At the posted coordinates, you will see one end of a substantial underground cave system, stretching over many miles under the homes around the area.
A local resident, whom the area is named for, was telling me that his home's water well goes through a 16ft high section of cave below his homestead.
*** PLEASE USE CAUTION IF CHILDREN ARE PRESENT ***
Limestone has a peculiar quality in that whilst pure water cannot dissolve it, rain water can because it has picked up carbon dioxide from the air and soil. This turns the limestone into calcium bicarbonate. That process of dissolving becomes in turn a process of placing calcium carbonate when the solution is deposited, either through evaporation or by impact.
The actual dissolving happens along joints. Limestone is risen by joints (vertical) and bedding planes (horizontal). One the surface the joints are widened into grikes and the blocks left are called clints.
The depositing happens inside already dissolving areas, particularly through drips and running trickles of water.
The water of course finds its way down from grikes, and some joints form sink-holes or swallow-holes. These can become vertical chimneys and horizontal galleries - caves.
There is some debate about the formation of caves. Some are just too big to be formed. So the theory is that the ground was higher and full of ground water. The water did its dissolving as it was moving around under pressure to springs. When the water table fell, the caves were left with just air in them. It is possible, of course, for the cave roof to fall in, producing rather large sink holes as the water tumbles in.
At this location, you can see how, over time, the running water from the creek bed has a worked at eroding the limestone to create this cave opening.

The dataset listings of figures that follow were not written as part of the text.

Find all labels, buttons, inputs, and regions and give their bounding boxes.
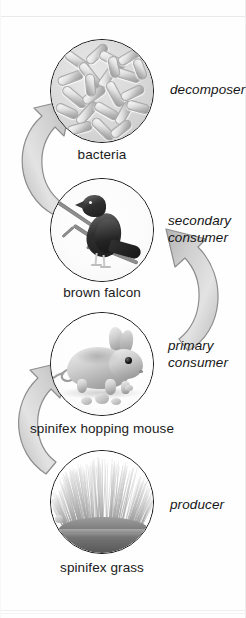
- role-primary-consumer-line2: consumer: [168, 355, 228, 372]
- hopping-mouse-icon: [51, 313, 153, 415]
- label-bacteria: bacteria: [0, 147, 204, 162]
- node-brown-falcon[interactable]: [50, 178, 154, 282]
- node-bacteria[interactable]: [50, 39, 154, 143]
- scan-line-top: [0, 16, 246, 17]
- label-spinifex-grass: spinifex grass: [0, 560, 204, 575]
- role-decomposer: decomposer: [170, 82, 245, 99]
- role-secondary-consumer-line2: consumer: [168, 230, 228, 247]
- spinifex-grass-icon: [51, 451, 153, 553]
- node-spinifex-grass[interactable]: [50, 450, 154, 554]
- falcon-icon: [51, 179, 153, 281]
- scan-line-bottom: [0, 610, 246, 611]
- bacteria-icon: [51, 40, 153, 142]
- page-edge-left: [0, 0, 1, 618]
- label-hopping-mouse: spinifex hopping mouse: [0, 421, 204, 436]
- label-brown-falcon: brown falcon: [0, 285, 204, 300]
- role-secondary-consumer-line1: secondary: [168, 213, 231, 230]
- node-hopping-mouse[interactable]: [50, 312, 154, 416]
- role-primary-consumer-line1: primary: [168, 338, 214, 355]
- scan-line-bottom-secondary: [0, 613, 246, 614]
- diagram-canvas: bacteria decomposer: [0, 0, 246, 618]
- role-producer: producer: [170, 497, 224, 514]
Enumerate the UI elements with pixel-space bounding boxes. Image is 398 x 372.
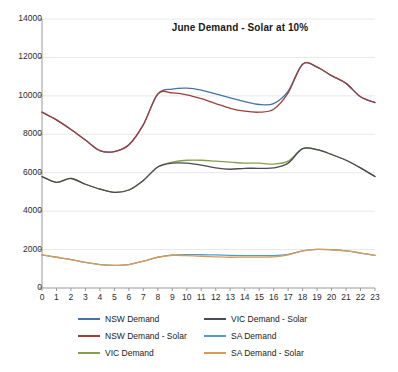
legend-label: VIC Demand - Solar (231, 314, 307, 324)
y-axis-tick-label: 6000 (2, 167, 42, 177)
y-axis-tick-label: 8000 (2, 128, 42, 138)
x-axis-tick-label: 12 (209, 292, 223, 302)
axis-lines (42, 19, 375, 288)
y-axis-tick-label: 10000 (2, 90, 42, 100)
chart-container: June Demand - Solar at 10% 0200040006000… (0, 0, 398, 372)
x-axis-tick-label: 16 (267, 292, 281, 302)
y-axis-tick-label: 14000 (2, 13, 42, 23)
x-axis-tick-label: 21 (339, 292, 353, 302)
legend-color-swatch (78, 318, 100, 320)
x-axis-tick-label: 7 (136, 292, 150, 302)
series-line-nsw-demand (42, 63, 375, 153)
legend-label: SA Demand (231, 331, 276, 341)
legend-item-nsw-demand[interactable]: NSW Demand (78, 310, 198, 327)
series-line-vic-demand (42, 148, 375, 192)
y-axis-tick-label: 12000 (2, 51, 42, 61)
x-axis-tick-label: 5 (107, 292, 121, 302)
x-axis-tick-label: 3 (78, 292, 92, 302)
legend-color-swatch (204, 335, 226, 337)
x-axis-tick-label: 4 (93, 292, 107, 302)
x-axis-tick-label: 20 (325, 292, 339, 302)
legend-label: SA Demand - Solar (231, 348, 304, 358)
series-line-sa-demand-solar (42, 249, 375, 265)
gridlines (42, 19, 375, 250)
y-axis-tick-label: 0 (2, 282, 42, 292)
legend-color-swatch (78, 335, 100, 337)
series-line-nsw-demand-solar (42, 62, 375, 152)
x-axis-tick-label: 22 (354, 292, 368, 302)
legend-color-swatch (78, 352, 100, 354)
legend-item-nsw-demand-solar[interactable]: NSW Demand - Solar (78, 327, 198, 344)
x-axis-tick-label: 1 (49, 292, 63, 302)
legend-label: NSW Demand (105, 314, 159, 324)
legend-color-swatch (204, 352, 226, 354)
legend-color-swatch (204, 318, 226, 320)
legend-item-vic-demand-solar[interactable]: VIC Demand - Solar (204, 310, 354, 327)
x-axis-tick-label: 9 (165, 292, 179, 302)
legend-label: NSW Demand - Solar (105, 331, 187, 341)
x-axis-tick-label: 17 (281, 292, 295, 302)
x-axis-tick-label: 8 (151, 292, 165, 302)
x-axis-tick-label: 23 (368, 292, 382, 302)
x-axis-tick-label: 10 (180, 292, 194, 302)
x-axis-tick-label: 11 (194, 292, 208, 302)
x-axis-tick-label: 18 (296, 292, 310, 302)
legend-label: VIC Demand (105, 348, 154, 358)
x-axis-tick-label: 19 (310, 292, 324, 302)
x-axis-tick-label: 0 (35, 292, 49, 302)
x-axis-tick-label: 2 (64, 292, 78, 302)
x-axis-tick-label: 14 (238, 292, 252, 302)
legend-item-sa-demand[interactable]: SA Demand (204, 327, 354, 344)
legend-item-vic-demand[interactable]: VIC Demand (78, 344, 198, 361)
y-axis-tick-label: 2000 (2, 244, 42, 254)
x-axis-tick-label: 6 (122, 292, 136, 302)
x-axis-tick-label: 13 (223, 292, 237, 302)
axis-ticks (39, 19, 375, 291)
chart-title: June Demand - Solar at 10% (120, 22, 360, 33)
x-axis-tick-label: 15 (252, 292, 266, 302)
chart-legend: NSW DemandVIC Demand - SolarNSW Demand -… (78, 310, 378, 361)
series-line-vic-demand-solar (42, 148, 375, 193)
legend-item-sa-demand-solar[interactable]: SA Demand - Solar (204, 344, 354, 361)
y-axis-tick-label: 4000 (2, 205, 42, 215)
data-series-group (42, 62, 375, 265)
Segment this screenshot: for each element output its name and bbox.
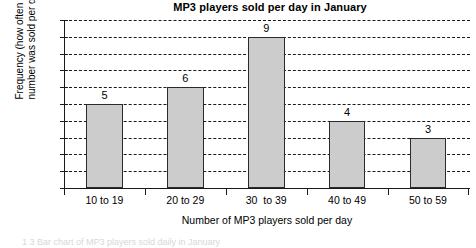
x-category-label: 20 to 29 bbox=[145, 194, 225, 206]
y-tick-mark bbox=[60, 138, 68, 139]
bar-value-label: 5 bbox=[84, 90, 124, 101]
y-tick-mark bbox=[60, 37, 68, 38]
bar-value-label: 3 bbox=[408, 124, 448, 135]
y-tick-mark bbox=[60, 20, 68, 21]
chart-title: MP3 players sold per day in January bbox=[64, 1, 476, 13]
x-category-label: 30 to 39 bbox=[226, 194, 306, 206]
y-axis-label-line-2: number was sold per day) bbox=[26, 0, 38, 100]
bar bbox=[86, 104, 123, 188]
y-tick-mark bbox=[60, 171, 68, 172]
x-axis-label: Number of MP3 players sold per day bbox=[64, 214, 470, 226]
y-tick-mark bbox=[60, 70, 68, 71]
x-category-label: 50 to 59 bbox=[388, 194, 468, 206]
plot-area: 01234567891056943 bbox=[64, 20, 470, 188]
bottom-caption: 1 3 Bar chart of MP3 players sold daily … bbox=[22, 238, 262, 247]
x-category-label: 40 to 49 bbox=[307, 194, 387, 206]
x-category-label: 10 to 19 bbox=[64, 194, 144, 206]
bar bbox=[410, 138, 447, 188]
bar-value-label: 6 bbox=[165, 73, 205, 84]
y-axis-label-line-1: Frequency (how often this bbox=[14, 0, 26, 100]
bar-value-label: 9 bbox=[246, 23, 286, 34]
y-tick-mark bbox=[60, 121, 68, 122]
y-tick-mark bbox=[60, 54, 68, 55]
y-tick-mark bbox=[60, 87, 68, 88]
bar bbox=[167, 87, 204, 188]
y-tick-mark bbox=[60, 104, 68, 105]
y-tick-mark bbox=[60, 154, 68, 155]
x-tick-mark bbox=[468, 188, 469, 195]
bar bbox=[329, 121, 366, 188]
bar-value-label: 4 bbox=[327, 107, 367, 118]
gridline bbox=[64, 20, 470, 21]
y-axis-label: Frequency (how often this number was sol… bbox=[9, 0, 43, 132]
bar-chart: MP3 players sold per day in January Freq… bbox=[0, 0, 476, 248]
bar bbox=[248, 37, 285, 188]
axis-baseline bbox=[64, 188, 470, 189]
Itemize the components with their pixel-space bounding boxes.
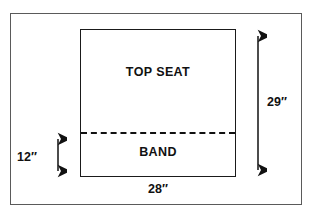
dimension-label-height-total: 29″ [267,95,287,109]
region-label-band: BAND [80,145,236,159]
dimension-arrow-height-band [49,130,67,180]
dimension-label-height-band: 12″ [17,150,37,164]
figure-canvas: TOP SEAT BAND 29″ 12″ 28″ [0,0,312,218]
region-label-top-seat: TOP SEAT [80,65,236,79]
seat-band-divider-dashed-line [81,132,235,134]
dimension-arrow-height-total [249,26,267,180]
dimension-label-width-total: 28″ [80,182,236,196]
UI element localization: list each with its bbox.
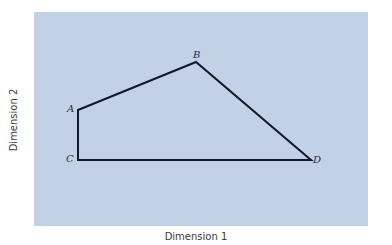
y-axis-label: Dimension 2 [8, 89, 19, 152]
point-label-d: D [313, 154, 321, 165]
x-axis-label: Dimension 1 [0, 231, 392, 242]
quadrilateral-shape [0, 0, 392, 245]
point-label-b: B [193, 49, 200, 60]
point-label-a: A [67, 103, 74, 114]
point-label-c: C [66, 153, 74, 164]
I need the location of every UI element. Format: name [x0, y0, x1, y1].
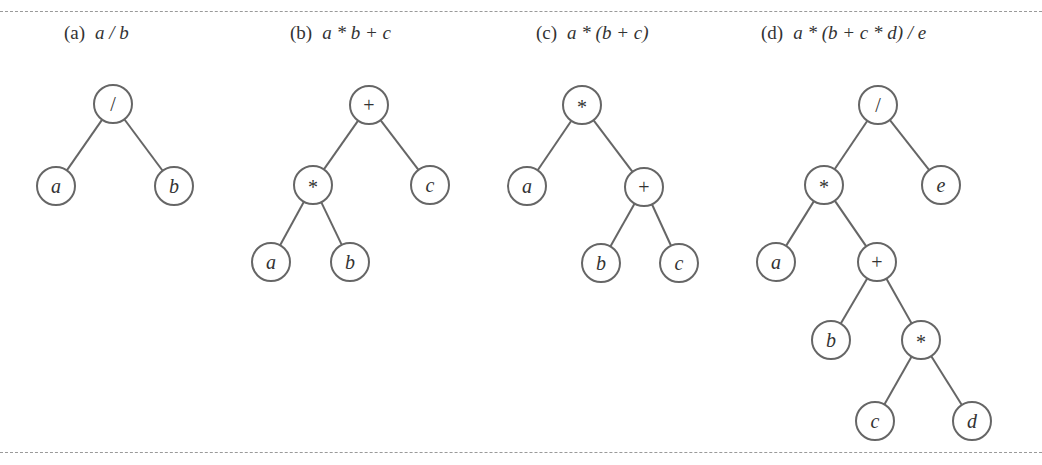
tree-edge	[67, 120, 102, 171]
operand-node: b	[155, 167, 193, 205]
tree-edge	[280, 202, 304, 246]
operand-node: c	[660, 244, 698, 282]
operand-node: b	[582, 244, 620, 282]
svg-text:b: b	[826, 329, 836, 351]
operator-node: /	[859, 86, 897, 124]
tree-edge	[538, 121, 572, 171]
svg-text:+: +	[363, 94, 374, 116]
operator-node: /	[94, 85, 132, 123]
operand-node: b	[331, 243, 369, 281]
operator-node: *	[563, 86, 601, 124]
tree-edge	[841, 278, 868, 323]
svg-text:c: c	[871, 410, 880, 432]
operand-node: c	[856, 402, 894, 440]
tree-edge	[835, 121, 868, 170]
svg-text:d: d	[967, 410, 978, 432]
svg-text:*: *	[916, 331, 926, 353]
tree-edge	[381, 120, 419, 170]
svg-text:+: +	[638, 176, 649, 198]
operator-node: *	[902, 321, 940, 359]
tree-edge	[835, 201, 866, 247]
operator-node: +	[350, 86, 388, 124]
svg-text:*: *	[308, 176, 318, 198]
expression-trees-diagram: /ab+*cab*a+bc/*ea+b*cd	[0, 0, 1042, 465]
operand-node: a	[252, 243, 290, 281]
svg-text:e: e	[937, 174, 946, 196]
svg-text:a: a	[771, 251, 781, 273]
svg-text:*: *	[819, 176, 829, 198]
svg-text:b: b	[596, 252, 606, 274]
operand-node: a	[757, 243, 795, 281]
tree-panel-c: *a+bc	[508, 86, 698, 282]
tree-edge	[884, 357, 911, 405]
svg-text:+: +	[871, 251, 882, 273]
operand-node: e	[922, 166, 960, 204]
tree-panel-a: /ab	[37, 85, 193, 205]
tree-edge	[321, 202, 342, 245]
tree-edge	[593, 120, 632, 172]
tree-edge	[324, 121, 358, 170]
tree-edge	[786, 201, 814, 246]
svg-text:b: b	[169, 175, 179, 197]
tree-edge	[124, 119, 162, 171]
bottom-separator-rule	[0, 452, 1042, 453]
svg-text:/: /	[110, 93, 116, 115]
tree-edge	[931, 356, 962, 405]
operand-node: d	[953, 402, 991, 440]
operator-node: +	[625, 168, 663, 206]
svg-text:c: c	[675, 252, 684, 274]
tree-edge	[610, 204, 634, 247]
operator-node: *	[294, 166, 332, 204]
svg-text:/: /	[875, 94, 881, 116]
svg-text:b: b	[345, 251, 355, 273]
tree-edge	[652, 204, 671, 245]
svg-text:a: a	[51, 175, 61, 197]
svg-text:a: a	[266, 251, 276, 273]
operand-node: a	[508, 167, 546, 205]
svg-text:*: *	[577, 96, 587, 118]
tree-edge	[890, 120, 929, 170]
operator-node: *	[805, 166, 843, 204]
operand-node: a	[37, 167, 75, 205]
operand-node: c	[411, 166, 449, 204]
svg-text:c: c	[426, 174, 435, 196]
tree-panel-d: /*ea+b*cd	[757, 86, 991, 440]
operand-node: b	[812, 321, 850, 359]
operator-node: +	[858, 243, 896, 281]
tree-edge	[886, 279, 911, 324]
tree-panel-b: +*cab	[252, 86, 449, 281]
svg-text:a: a	[522, 175, 532, 197]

I have added a second waypoint for you to visit a nearby sinkhole, which as described above, is one of the results of the erosion underground in a limestone cave system.
A chemical explanation:
Cave formation begins when rainwater absorbs carbon dioxide as it falls through the atmosphere. Rain water must have carbon dioxide to become acidic. It must be acidic to chemically react to the limestone bedrock. Rainwater is absorbed by the soil into the ground. As rainwater comes through the soil it absorbs more carbon dioxide that is being produced by plants that are dead. This changes the ground water to a weaker form of carbonic acid(H2O + CO2 = H2CO3). As it travels down through the ground it comes to solid rock. When the rock is limestone or dolomite caves can form. The water reacts chemically with limestone and slowly a larger and larger space will form. This happens because the rocks are made of calcium carbonate (CaCO3). This is what you call chemical erosion. As the space becomes larger and larger the water can flow through. As it flows it erodes . Physical erosion washes away rock and sand. This is what makes a cave larger and forms an underground stream. Finally over hundreds of thousands of years or even millions of years the cave is formed.
Another cache, GC8CAE - "The Amazing Caverns of Kitt's Caves" would be another entry point to this underground area.
To log this cache, please proceed to the main coordinates and answer these two questions:
1. Is the area directly in front of the cave entrance a sinkhole or a river bed or both?
You can also post a picture of yourself at the location, but this is optional.
Enjoy the visit!
PLEASE USE CAUTION IN THE WINTER !!!